Gold News

Big Picture Dollars

Long-term trends lack the dramatic tension of made-for-TV movies...

A SHORT 22-HOURS and two planes rides later, one from Paris to Singapore...the second from Singapore to Melbourne...and what do I find? writes Dan Denning, returned down under for the Daily Reckoning Australia.

Somewhere between Wednesday night and Friday morning Australia time, it appears that the world decided to go slightly bonkers. Not completely insane, mind you. Just a little punch drunk, the way I feel at the moment after switching so many time zones.

But we're going to push on before we start slurring our speech and see what in the world is worth noticing.

Gold is back below US$1,000; oil is at nine-week low. That's notable. What's weird is both commodity standard-bearers moved down amidst a flurry of negative headlines about the US Dollar.

"HSBC bids farewell to dollar supremacy," writes Ambrose Evans Pritchard at the UK's Telegraph. "The sun is setting on the US Dollar as the ultra-loose monetary policy of the US Federal Reserve forces China and the vibrant economies of the emerging world to forge a new global currency order, according to a new report by HSBC," he begins ominously.

Now there is a big idea behind this currency order. And it is not benign. But the birth of this new currency order comes at the expense of the old geopolitical order. Specifically, it means the comfortable economic relationships of the post World-War Two years are not so comfortable any more. They're a bit itchy.

Evans says, "Crucially, China and rising Asia have reached the point where they can no longer keep holding down their currencies to boost exports because this is causing mayhem to their own economies, stoking asset bubbles. Asia's 'mercantilist mindset' of recent decades is about to be broken by the spectre of an inflation spiral.

"The policy headache was already becoming clear in the final phase of the global credit boom but the financial crisis temporarily masked the effect. The pressures will return with a vengeance as these countries roar back to life, leaving the US and other laggards of the old world far behind."

O brave new order...with such uncertainties in it!

So it will be like World War One again, says HSBC. Only this time around the US Dollar will be playing the role of the Pound Sterling. The secular decline of the national economy will accompany the spectacular decline of the currency. But keep one thing in mind...It could take years for this to happen.

The decline of America, via its currency, has been going on for years already, really since Nixon closed the gold window at the Fed and defaulted on the US promise to redeem its paper – and thus the rest of the world's, too – in bullion. The financial markets are not a made-for-TV movie, however. There is no scriptwriter whose job it is to keep the tension high and the story line moving along. The investment consequences are not going to be instantaneous.

We mention this because we got a stack of e-mails while we were away giving us the boot for being so wrong about the rally. It was a case of non-buyer's remorse from investors who missed the rally since March after reading our warnings and staying out. What do we have to say for ourselves? The opportunity cost of reading the Daily Reckoning appears to be getting intolerably high for some readers.

You can have you March rally. These sorts of moves, when they are unsupported by the economic data, are trading events. The performance of stocks in the last six months doesn't in any way invalidate the larger economic arguments we've made about the credit bubble here at the Daily Reckoning. In other words, the verdict isn't in on whether our strategy is correct.

It's going to take a few more years. These issues – the replacement of the US Dollar with some other global reserve currency....the transfer of asset ownership from debtors to creditors...and the hysteria you see in a democracy when it's revealed that you can't get something for nothing – these are not just six-month trends. They are much bigger than that.

These trends are going to claim more corporate and political scalps, too. And preparing for them means you have to have a much longer time frame and a much bigger imagination than your average bobblehead on CNBC.

In fact, now that we think about it, we reckon that if you are really frustrated that the warnings in the Daily Reckoning have prevented you from making money in the last six months, you probably shouldn't continue to read the Daily Reckoning. You will have missed the point of what we try to do for investors (which is to ignore the noise and focus on the historical back story).

But it's a free world (in most places, for the most part). So if you want to keep reading just for the pleasure of getting really upset with us, that's your call.

Ready to Buy  Gold...?

Best-selling author of The Bull Hunter (Wiley & Sons) and formerly analyzing equities and publishing investment ideas from Baltimore, Paris, London and then Melbourne, Dan Denning is now co-author of The Bill Bonner Letter from Bonner & Partners.

See our full archive of Dan Denning articles
 

Please Note: All articles published here are to inform your thinking, not lead it. Only you can decide the best place for your money, and any decision you make will put your money at risk. Information or data included here may have already been overtaken by events – and must be verified elsewhere – should you choose to act on it. Please review our Terms & Conditions for accessing Gold News.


GOAL OF THE EXERCISE:
From the entries below, return every line that includes the word "with".
:: INFORMATION SUPPLIED
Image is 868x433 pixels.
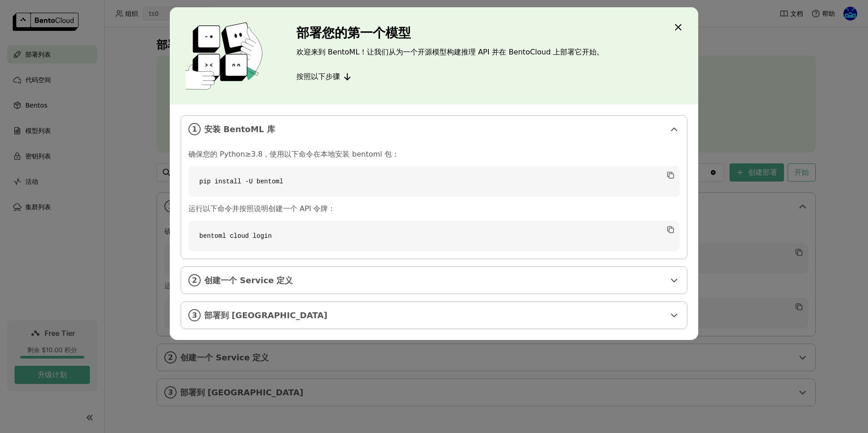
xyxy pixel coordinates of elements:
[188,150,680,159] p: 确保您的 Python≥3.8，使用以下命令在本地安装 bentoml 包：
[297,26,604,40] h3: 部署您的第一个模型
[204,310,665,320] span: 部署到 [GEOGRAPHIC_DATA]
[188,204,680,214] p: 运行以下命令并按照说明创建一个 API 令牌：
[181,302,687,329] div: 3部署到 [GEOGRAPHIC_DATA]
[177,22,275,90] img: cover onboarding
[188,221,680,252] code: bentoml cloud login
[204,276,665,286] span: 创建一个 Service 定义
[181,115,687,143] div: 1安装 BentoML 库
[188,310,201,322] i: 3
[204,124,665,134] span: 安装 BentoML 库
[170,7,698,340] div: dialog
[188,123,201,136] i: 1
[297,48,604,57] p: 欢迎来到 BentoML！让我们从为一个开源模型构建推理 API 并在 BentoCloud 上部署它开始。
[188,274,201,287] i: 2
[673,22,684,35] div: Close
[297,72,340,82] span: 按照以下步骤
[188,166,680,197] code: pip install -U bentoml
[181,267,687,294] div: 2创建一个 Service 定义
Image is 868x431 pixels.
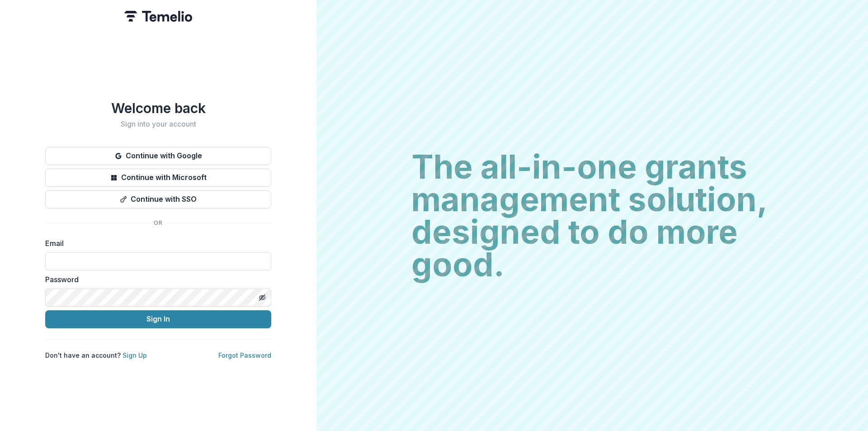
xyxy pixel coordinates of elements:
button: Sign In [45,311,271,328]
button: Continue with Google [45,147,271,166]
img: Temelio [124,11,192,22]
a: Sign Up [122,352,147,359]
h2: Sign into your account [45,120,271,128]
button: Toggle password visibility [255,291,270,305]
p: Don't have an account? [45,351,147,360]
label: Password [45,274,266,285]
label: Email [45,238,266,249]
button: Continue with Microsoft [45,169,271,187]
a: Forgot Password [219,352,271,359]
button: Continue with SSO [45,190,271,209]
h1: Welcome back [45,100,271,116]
::::
:: INFORMATION SUPPLIED
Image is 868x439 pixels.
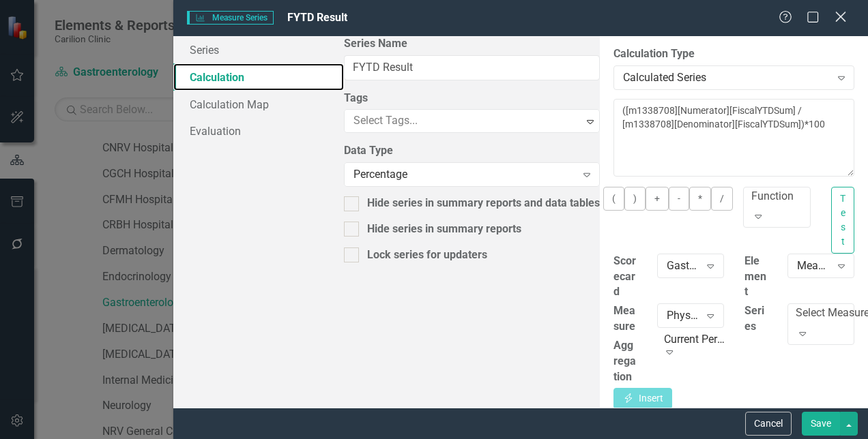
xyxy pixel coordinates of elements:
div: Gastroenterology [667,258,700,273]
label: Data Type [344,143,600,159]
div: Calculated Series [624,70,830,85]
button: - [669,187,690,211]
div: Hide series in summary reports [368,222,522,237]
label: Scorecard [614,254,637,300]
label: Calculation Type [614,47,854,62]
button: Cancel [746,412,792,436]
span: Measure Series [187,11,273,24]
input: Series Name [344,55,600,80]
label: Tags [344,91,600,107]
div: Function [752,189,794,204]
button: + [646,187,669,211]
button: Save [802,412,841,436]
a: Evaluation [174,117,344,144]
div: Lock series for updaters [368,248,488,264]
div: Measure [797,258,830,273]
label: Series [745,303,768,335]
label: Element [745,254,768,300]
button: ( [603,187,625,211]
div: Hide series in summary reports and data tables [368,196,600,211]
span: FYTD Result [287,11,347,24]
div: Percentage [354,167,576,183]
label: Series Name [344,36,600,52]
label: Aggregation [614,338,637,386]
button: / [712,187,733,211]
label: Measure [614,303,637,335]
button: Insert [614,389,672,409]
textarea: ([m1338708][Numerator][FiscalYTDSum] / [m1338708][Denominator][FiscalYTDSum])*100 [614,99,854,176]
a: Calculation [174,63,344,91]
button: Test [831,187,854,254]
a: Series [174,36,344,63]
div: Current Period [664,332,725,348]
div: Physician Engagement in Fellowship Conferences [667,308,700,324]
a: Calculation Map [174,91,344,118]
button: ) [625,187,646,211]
::::
WRITTEN SOLUTION:
button: Continue with Google [45,147,271,166]
button: Continue with Microsoft [45,169,271,187]
button: Continue with SSO [45,190,271,209]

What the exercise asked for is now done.